From sunrise to sunset, day after day, war demolishes men, cities, and hope. War has an effect on soldiers like nothing else, and sticks with them for life. The damage to a generation of men on both sides of the war was inestimable. Both the novel All Quiet on the Western Front by Erich Maria Remarque, and the poem “I Have a Rendezvous with Death,” by Alan Seeger, demonstrate the theme of a lost generation of men, mentally and physically, in war through diction, repetition, and personification.
While soldiers are often perceived as glorious heroes in romantic literature, this is not always true as the trauma of fighting in war has many detrimental side effects. In Erich Maria Remarque 's All Quiet On The Western Front, the story of a young German soldier is told as he adapts to the harsh life of a World War I soldier. Fighting along the Western Front, nineteen year old Paul Baumer and his comrades begin to experience some of the hardest things that war has to offer. Paul’s old self gradually begins to deteriorate as he is awakened to the harsh reality of World War 1, depriving him from his childhood, numbing all normal human emotions and distancing future, reducing the quality of his life.

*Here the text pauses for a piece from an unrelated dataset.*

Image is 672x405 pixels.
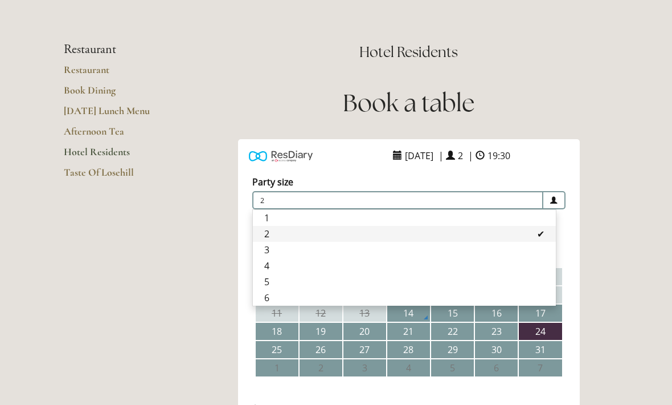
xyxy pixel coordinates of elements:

Tony Palmer, the author of “Break of Day”, tells a story that takes place in and out of war. The story follows a man named Murray Barrett who lives in the times of ww2. He ends up finding himself in the middle of it, down at Port Moresby. During the midst of war, Murray ends up coming across an injured Sid Archer, a childhood enemy and the man who stole Will’s (Murray’s older brother) childhood lover. Murray helps Sid instead of abandoning him, despite their childhood drama. In this book, Palmer really focuses on the themes of family, death, and bravery. He presents to us how complicated families can get, how people deal with death differently from others, and how there are many forms of bravery.